My trick question in the last email - What's Wrong With This Picture? -stumped most of you. Was the picture "Too Green, or Not Green Enough?"

Actually both, as it turns out. I'm sending it again with this email except it now has less green color on the floor and some drywall surfaces. So yes, the neutral surfaces in the first picture were too green, as tinted by the "color of light" reflected from the green walls, which are rendered accurately in these photos. The unwanted green tint was easy to fix (mostly) in Photoshop.

The bigger question is embedded in "Not Green Enough?"

An ace M.Arch. student saw the "Green Architecture" implications immediately, even if most of you didn't. Less than an hour after I sent it out on March 2, Todd B. shot back:

"I'm guessing that they wussed out on the ventilation above the windows."

Yup, it looks like the historic transom vents above the windows have been blocked off with nicely styled metal plates. Why aren't these going to be open and used in our new Green Building which is supposed to be naturally ventilated?

The short answer according to Doug Zuberbuhler is "extremely expensive," especially because acoustic baffles would have to be installed to dampen incoming noise. Instead, the second floor studios will be ventilated simply by opening and closing double-hung windows in combination with the new breather walls and fans along the central axis of the building.

However, the historic transom vents were not permanently blocked off. Indeed the channels were actually extended through the new shotcreted shear walls. That means they can be easily reopened in the future if necessary by simply removing the metal plates and pieces of insulation behind them.

Similar transom vents in the first floor offices will be opened and operable for natural ventilation. (Not). But not on the top floor or ground floor.

Any loss of potential transom ventilation is probably compensated for by opening the top windows (top down) of the large double-hung windows, while keeping the bottom window either open or closed. If you're in one of those studios, you will probably keep the bottom window closed to keep the wind and rain off your papers and laptop.

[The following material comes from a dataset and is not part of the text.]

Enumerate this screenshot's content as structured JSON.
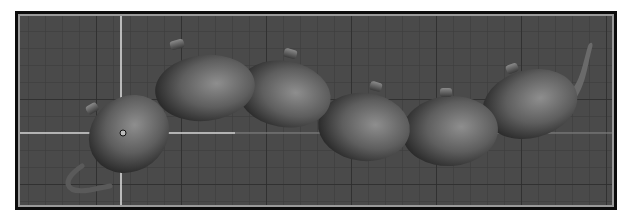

Our Ventilation Heritage: Architecture Hall is extremely well-endowed with transom vents. They are above virtually every window on all three floors in both wings. That's because it was designed to be a state-of-the-art Chemistry Building in 1907-1909. That meant LOTS of natural ventilation, and hence the transom vents, the breather walls and the catwalk plenum.

Now in 2007-2009, how will the new Green Architecture work in this building?

We'll find out soon. In fact we'll be the guinea pigs in a big Ventilation Experiment.

Or maybe more like canaries.

John Stamets
Mar 10, 2007

P.S. Special thanks to Dean Heerwagen for his keen observations and stimulating conversations that informed these last two emails.